How many of us can identify with our own paper tigers? How many times do we fear taking action? There is always a risk when we step into unknown territory. Yet Amelia’s words remind us it is the process—the journey—that is the reward. Making the initial decision to act is the hardest part. Once we decide, the rest is a matter of perseverance and doing whatever it takes to accomplish our goal.


It is also important to remember the time of Amelia’s heroic endeavors. In 1937 girls were still pigeon-holed into traditional, stereotypical roles—roles of subservience, roles secondary to men and boys. Amelia knew she was different, and she recognized that “girls, especially those whose tastes aren’t routine, often don’t get a fair break… women are bred to timidity,” she pointed out, by “age-old customs.”


Sadly, her observation still rings true today, but slightly differently. On the surface, girls and women are told they can do or be anything they like. Below the surface, however, unwritten rules and cultural norms say otherwise. Society encourages girls to be smart and do well in school, but young girls sense it's not good to be too smart or they risk becoming a social outcast. For women, the message is to be a competent leader, but not too strong. If too strong, they subject themselves to some not-so-nice labels. Don’t take my word for it. Read this article by Jessica Bennett on what women leaders face or this article by Chris Wofford on gender bias in the workplace that calls out the double bind women are in.

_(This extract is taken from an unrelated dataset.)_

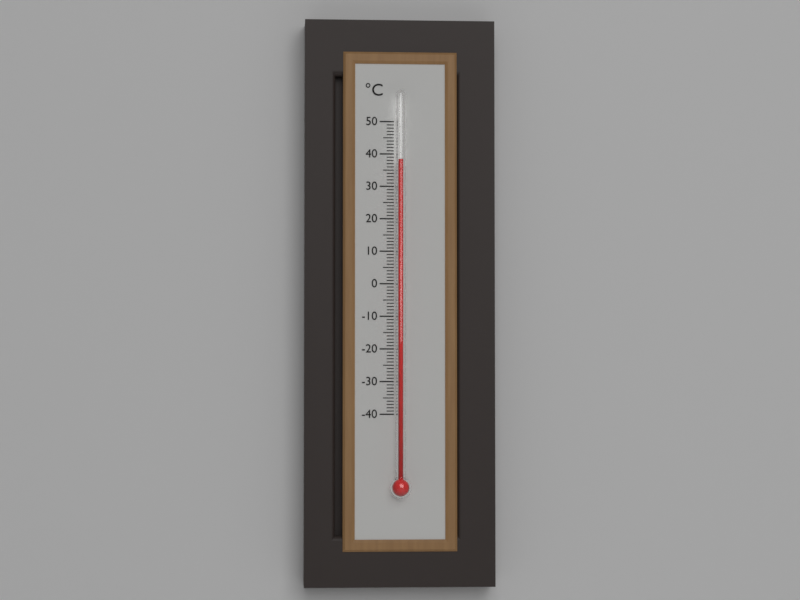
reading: 38 °C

Are powerful women doomed? No, says Carol Kinsey Goman, Ph.D. in this article on body language. But words to the wise: to get ahead in the workplace, even today, women have to play a certain part shaped and dictated by gender bias.


I don’t think Amelia Earhart gave a darn about roles. The former tomboy was so far out in front of her peers she didn’t have to play by anyone’s rules but her own. According to Amelia, "Never interrupt someone doing something you said couldn't be done."

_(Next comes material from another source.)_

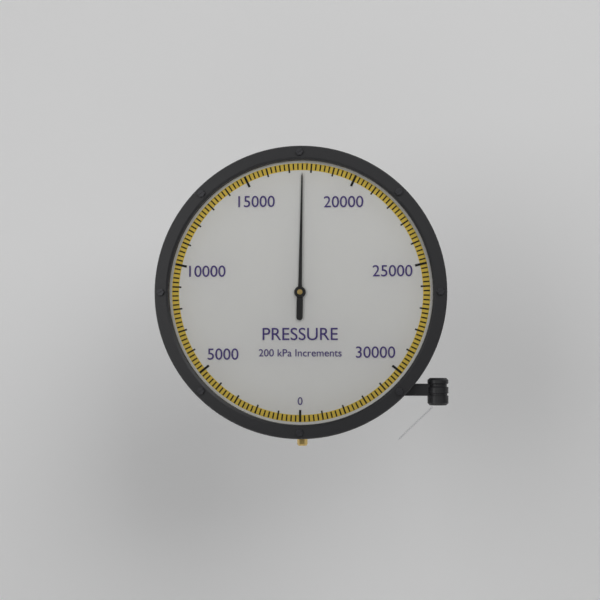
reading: 17600 kPa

It was as if Amelia thrived on proving people wrong about perceptions regarding women as the weaker sex. She flew straight to the top of the aviation field, a career she chose after falling in love with flying on December 28th, 1920 when she took her first airplane ride and said, "By the time I had got two or three hundred feet off the ground, I knew I had to fly."


We know, too, that for Amelia, flying was more than just proving herself to others, or even proving Amelia to Amelia. She did the thing she loved and made it her life's work. It went deeper than a career or personal mission to show the world what women were capable of. She found wonder, a sort of bliss in soaring above the clouds. After one evening flight, said she: "The stars seemed near enough to touch and never before have I seen so many. I always believed the lure of flying is the lure of beauty, but I was sure of it that night."

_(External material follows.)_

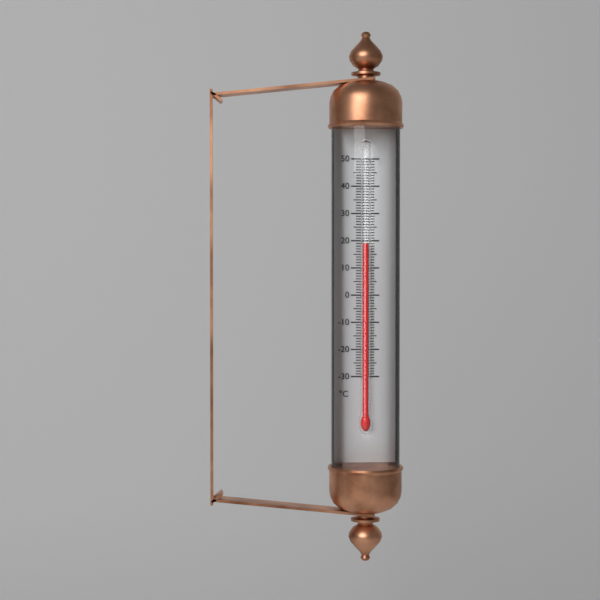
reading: 19 °C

“The stars seemed near enough to touch and never before have I seen so many. I always believed the lure of flying is the lure of beauty, but I was sure of it that night.”

It’s amazing what passion will bring out in a person if unleashed. It hooks you, grips you in a way you can’t resist. But only if you take that first step. Amelia could have been a bystander and admired planes from the ground. She could have settled for being a passenger. But she didn’t. She didn’t wait to be asked if she wanted to fly. She didn’t wait for permission. Her advice was really quite simple: "The most effective way to do it is to do it... decide.. whether or not the goal is worth the risks involved. If it is, stop worrying."

“The most effective way to do it is to do it…decide…whether or not the goal is worth the risks involved. If it is, stop worrying.”

Wise words that never go out of date.


If you want to read more about Amelia Earhart, I recommend the following:



I Was Amelia Earhart, by Jane Mendelsohn (fiction)



You can find more books about Amelia Earhart at this link from The Curious Reader


Thanks for reading. I'm glad you're here.


N.J. Mastro



All quotes in this article were retrieved from www.ameliaearhart.com with the exception of the quotes from the November 10th, 1936 letter from Amelia Earhart to President Franklin Delano Roosevelt.